Golf Courses - Oakmont Country Club, Pennsylvania.

 
 

Oakmont Country Club, Pennsylvania.

Pennsylvania golf course Oakmont golf course.

The Oakmont Country Club was created by Henry C. Fownes, a Pittsburgh industrialist who set out to build the toughest golf course possible.

Although Oakmont has been made easier, between the wars there were over 350 bunkers, raked with a special furrow rake so that the wayward shot exacted an inevitable penalty. Fownes, so it is said, used to walk round the course noting those shots that were less than perfect and if they did not land in a bunker would order another to be constructed.

The greens were shaved to a height of under an eighth of an inch and were terrifyingly fast. Jimmy Thomson remarked in the 1935 US Open that he had marked his ball with a dime and the dime had slid off the green.
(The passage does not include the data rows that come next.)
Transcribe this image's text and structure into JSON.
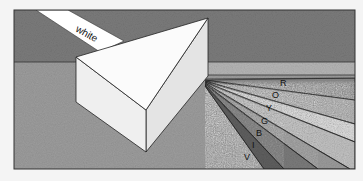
{
  "figure": {
    "incoming_label": "white",
    "spectrum": [
      {
        "key": "R",
        "label": "R",
        "color": "#8a8a8a"
      },
      {
        "key": "O",
        "label": "O",
        "color": "#a8a8a8"
      },
      {
        "key": "Y",
        "label": "Y",
        "color": "#dcdcdc"
      },
      {
        "key": "G",
        "label": "G",
        "color": "#bdbdbd"
      },
      {
        "key": "B",
        "label": "B",
        "color": "#9a9a9a"
      },
      {
        "key": "I",
        "label": "I",
        "color": "#7a7a7a"
      },
      {
        "key": "V",
        "label": "V",
        "color": "#5e5e5e"
      }
    ]
  },
  "colors": {
    "background": "#f4f4f4",
    "wall": "#7b7b7b",
    "floor": "#9c9c9c",
    "band": "#b4b4b4",
    "prism_top": "#fbfbfb",
    "prism_front": "#eeeeee",
    "prism_side": "#e2e2e2",
    "beam": "#ffffff",
    "outline": "#222222"
  }
}
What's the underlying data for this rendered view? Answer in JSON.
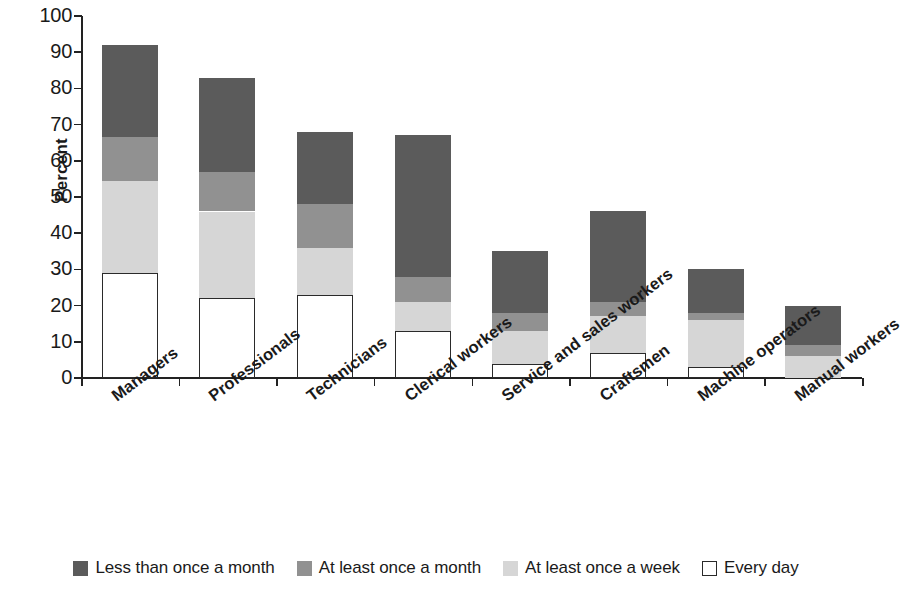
{
  "chart_data": {
    "type": "bar",
    "stacked": true,
    "title": "",
    "xlabel": "",
    "ylabel": "Percent",
    "ylim": [
      0,
      100
    ],
    "y_ticks": [
      0,
      10,
      20,
      30,
      40,
      50,
      60,
      70,
      80,
      90,
      100
    ],
    "grid": false,
    "legend_position": "bottom",
    "categories": [
      "Managers",
      "Professionals",
      "Technicians",
      "Clerical workers",
      "Service and sales workers",
      "Craftsmen",
      "Machine operators",
      "Manual workers"
    ],
    "series": [
      {
        "name": "Every day",
        "color": "#ffffff",
        "values": [
          29,
          22,
          23,
          13,
          4,
          7,
          3,
          0
        ]
      },
      {
        "name": "At least once a week",
        "color": "#d6d6d6",
        "values": [
          25.5,
          24,
          13,
          8,
          9,
          10,
          13,
          6
        ]
      },
      {
        "name": "At least once a month",
        "color": "#919191",
        "values": [
          12,
          11,
          12,
          7,
          5,
          4,
          2,
          3
        ]
      },
      {
        "name": "Less than once a month",
        "color": "#5b5b5b",
        "values": [
          25.5,
          26,
          20,
          39,
          17,
          25,
          12,
          11
        ]
      }
    ],
    "totals": [
      92,
      83,
      68,
      67,
      35,
      46,
      30,
      20
    ],
    "legend_order": [
      "Less than once a month",
      "At least once a month",
      "At least once a week",
      "Every day"
    ],
    "colors": {
      "less_than_once_a_month": "#5b5b5b",
      "at_least_once_a_month": "#919191",
      "at_least_once_a_week": "#d6d6d6",
      "every_day": "#ffffff",
      "axis": "#222222",
      "background": "#ffffff"
    }
  },
  "legend": {
    "items": [
      {
        "label": "Less than once a month",
        "swatch": "swatch-dark-gray"
      },
      {
        "label": "At least once a month",
        "swatch": "swatch-medium-gray"
      },
      {
        "label": "At least once a week",
        "swatch": "swatch-light-gray"
      },
      {
        "label": "Every day",
        "swatch": "swatch-white-outline"
      }
    ]
  },
  "axes": {
    "y_title": "Percent",
    "y_tick_labels": [
      "100",
      "90",
      "80",
      "70",
      "60",
      "50",
      "40",
      "30",
      "20",
      "10",
      "0"
    ]
  }
}
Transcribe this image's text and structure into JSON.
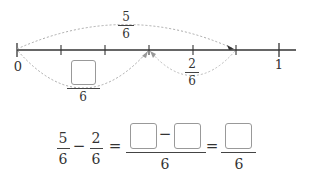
{
  "number_line": {
    "start_label": "0",
    "end_label": "1",
    "divisions": 6,
    "tick_count": 7,
    "line_color": "#333333",
    "arc_color": "#aaaaaa"
  },
  "arcs": {
    "top": {
      "from": "0",
      "to": "5/6",
      "numerator": "5",
      "denominator": "6"
    },
    "bottom_right": {
      "from": "5/6",
      "to": "3/6",
      "numerator": "2",
      "denominator": "6"
    },
    "bottom_left": {
      "from": "0",
      "to": "3/6",
      "numerator_box": "",
      "denominator": "6"
    }
  },
  "equation": {
    "term1": {
      "numerator": "5",
      "denominator": "6"
    },
    "operator1": "−",
    "term2": {
      "numerator": "2",
      "denominator": "6"
    },
    "equals1": "=",
    "middle": {
      "box1": "",
      "operator": "−",
      "box2": "",
      "denominator": "6"
    },
    "equals2": "=",
    "result": {
      "box": "",
      "denominator": "6"
    }
  }
}
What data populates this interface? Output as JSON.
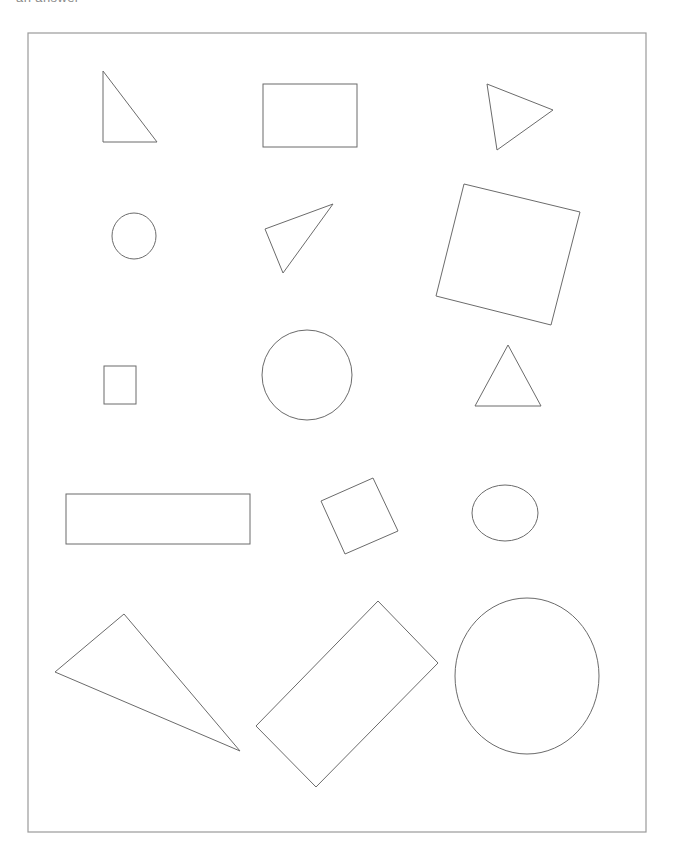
{
  "page": {
    "width": 675,
    "height": 859,
    "background_color": "#ffffff",
    "clipped_header_text": "an answer",
    "header_text_color": "#8a8a8a"
  },
  "figure": {
    "name": "geometric-shapes-worksheet",
    "stroke_color": "#6b6b6b",
    "fill_color": "none",
    "stroke_width": 1,
    "border": {
      "name": "page-border-rectangle",
      "x": 28,
      "y": 33,
      "width": 618,
      "height": 799,
      "stroke_color": "#9a9a9a",
      "stroke_width": 1.2
    },
    "shape_count": 15,
    "shape_type_counts": {
      "triangle": 5,
      "rectangle": 4,
      "square": 2,
      "circle": 3,
      "ellipse": 1
    },
    "shapes": [
      {
        "id": "shape-1",
        "label": "right-triangle-small",
        "type": "triangle",
        "row": 1,
        "column": 1,
        "points": "103,71 103,142 157,142"
      },
      {
        "id": "shape-2",
        "label": "rectangle-horizontal-medium",
        "type": "rectangle",
        "row": 1,
        "column": 2,
        "x": 263,
        "y": 84,
        "width": 94,
        "height": 63,
        "rotation": 0
      },
      {
        "id": "shape-3",
        "label": "triangle-pointing-right",
        "type": "triangle",
        "row": 1,
        "column": 3,
        "points": "487,84 553,110 497,150"
      },
      {
        "id": "shape-4",
        "label": "circle-small",
        "type": "circle",
        "row": 2,
        "column": 1,
        "cx": 134,
        "cy": 236,
        "rx": 22,
        "ry": 23
      },
      {
        "id": "shape-5",
        "label": "triangle-obtuse-tilted",
        "type": "triangle",
        "row": 2,
        "column": 2,
        "points": "265,229 333,204 283,273"
      },
      {
        "id": "shape-6",
        "label": "square-large-rotated",
        "type": "square",
        "row": 2,
        "column": 3,
        "points": "464,184 580,212 551,325 436,296"
      },
      {
        "id": "shape-7",
        "label": "rectangle-small-vertical",
        "type": "rectangle",
        "row": 3,
        "column": 1,
        "x": 104,
        "y": 366,
        "width": 32,
        "height": 38,
        "rotation": 0
      },
      {
        "id": "shape-8",
        "label": "circle-large",
        "type": "circle",
        "row": 3,
        "column": 2,
        "cx": 307,
        "cy": 375,
        "rx": 45,
        "ry": 45
      },
      {
        "id": "shape-9",
        "label": "triangle-isosceles-upright",
        "type": "triangle",
        "row": 3,
        "column": 3,
        "points": "508,345 541,406 475,406"
      },
      {
        "id": "shape-10",
        "label": "rectangle-wide-flat",
        "type": "rectangle",
        "row": 4,
        "column": 1,
        "x": 66,
        "y": 494,
        "width": 184,
        "height": 50,
        "rotation": 0
      },
      {
        "id": "shape-11",
        "label": "square-small-rotated",
        "type": "square",
        "row": 4,
        "column": 2,
        "points": "373,478 398,531 345,554 321,501"
      },
      {
        "id": "shape-12",
        "label": "ellipse-small",
        "type": "ellipse",
        "row": 4,
        "column": 3,
        "cx": 505,
        "cy": 513,
        "rx": 33,
        "ry": 28
      },
      {
        "id": "shape-13",
        "label": "triangle-large-scalene",
        "type": "triangle",
        "row": 5,
        "column": 1,
        "points": "124,614 55,672 240,751"
      },
      {
        "id": "shape-14",
        "label": "rectangle-large-rotated",
        "type": "rectangle",
        "row": 5,
        "column": 2,
        "points": "378,601 438,663 316,787 256,726"
      },
      {
        "id": "shape-15",
        "label": "ellipse-large",
        "type": "ellipse",
        "row": 5,
        "column": 3,
        "cx": 527,
        "cy": 676,
        "rx": 72,
        "ry": 78
      }
    ]
  }
}
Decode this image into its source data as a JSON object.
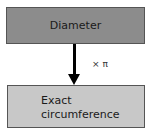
{
  "diagram": {
    "top_box": {
      "label": "Diameter",
      "color": "#8c8c8c"
    },
    "arrow": {
      "label": "× π"
    },
    "bottom_box": {
      "label": "Exact\ncircumference",
      "color": "#c8c8c8"
    }
  }
}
As a result, when the US Open was first played at Oakmont the course even defeated the great Bobby Jones, who finished well behind Tommy Armour who won with a total of 301 after a play-off with H. Cooper.

In 1935 the US Open returned to Oakmont and was won by Sam Parks, who broke 300 by one shot. Ben Hogan won there in 1953 with a score of 283, which was equaled by two of the all-time greats, Arnold Palmer and Jack Nicklaus, in 1962. Nicklaus won the play-off. Johnny Miller won in 1973 when, after rain, he shot a 63 in the final round to come from six behind to win.

Larry Nelson did much the same in 1983 with final rounds of 65 and 67 to beat Tom Watson by one shot. The best-known hazards are the "Church Pews" bunker, with its seven grass ridges lying between the 3rd and 4th fairways, and the "Sahara" bunker, which guards the left side of the 8th green and is 120 yards (110m) long by 30 yards (27m) wide.